But Tahrir Square had no real job to offer, outside of the fevered political imagination stoked by the protesters’ brave and bloody battle to hold their ground, with each new casualty deepening the protesters’ sense of their own legitimacy and claim to write their country’s future. The brutal reality, however, was that most of Cairo had stayed on the sidelines for last week’s “second revolution,” and huge numbers of Cairenes turned out to participate enthusiastically in an election widely dismissed by those on the Square as irrelevant or counterproductive.

(PHOTOS: Egyptians vote in historic election.)

The election turnout, alone, challenges last week’s picture of Egypt’s future being decided in the outcome of a Tahrir Square vs. SCAF showdown, each claiming popular legitimacy for its own claim to direct the post-Mubarak transition. The military claimed to represent a “silent majority” and vowed not to yield to a “slogan chanting crowd.” Those leading the Tahrir demonstrations demanded the ouster of the junta, which has essentially maintained the repressive autocratic foundation of Mubarak’s regime, insisting that power be handed to a civilian government selected from opposition political forces, and that “now is not the time for elections.”

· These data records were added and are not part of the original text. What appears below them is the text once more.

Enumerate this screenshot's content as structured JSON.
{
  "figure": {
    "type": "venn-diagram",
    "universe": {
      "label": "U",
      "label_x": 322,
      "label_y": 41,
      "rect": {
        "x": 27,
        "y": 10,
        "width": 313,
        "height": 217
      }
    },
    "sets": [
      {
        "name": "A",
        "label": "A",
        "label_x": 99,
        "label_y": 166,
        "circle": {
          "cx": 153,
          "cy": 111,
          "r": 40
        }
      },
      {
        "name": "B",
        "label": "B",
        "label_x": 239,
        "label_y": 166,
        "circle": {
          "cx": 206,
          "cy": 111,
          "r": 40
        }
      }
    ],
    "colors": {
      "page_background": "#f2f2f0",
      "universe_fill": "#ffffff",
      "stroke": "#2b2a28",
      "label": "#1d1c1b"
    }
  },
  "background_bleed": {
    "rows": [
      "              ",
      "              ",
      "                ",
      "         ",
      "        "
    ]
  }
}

But there were other options on offer: Last week’s protests, in fact, began as a far larger, peaceful demonstration called by the Muslim Brotherhood against the junta’s plans to entrench their own power over any new elected government. A far smaller group — led by secular liberal groups competing with both SCAF and the Brotherhood to shape the post-Mubarak agenda — remained behind to reoccupy the Square, and press their demands for a handover to a handpicked civilian government. It was the authorities’ decision to violently evict this group that touched off the latest wave of clashes.

(PHOTOS: Inside the chaos at Tahrir Square.)

The Muslim Brotherhood came under fierce criticism from liberal groups for failing to support the renewed occupation of Tahrir Square, with even many members of the organization questioning the leadership’s reluctance to more forcefully challenge the junta’s violent crackdown. Liberal groups accused the Brotherhood of “opportunism” for insisting that the elections go ahead, largely because it is widely expected that the Islamist movement’s Freedom and Justice Party will be the big winner at the polls. But, of course, the Brotherhood could make the same complaint against the liberals’ demand to postpone a poll in which they’re likely to be marginalized: most of the liberal parties lack a clear political identity, much less the grassroots presence and organizational machinery that the Brotherhood has built in working class communities despite decades of repression.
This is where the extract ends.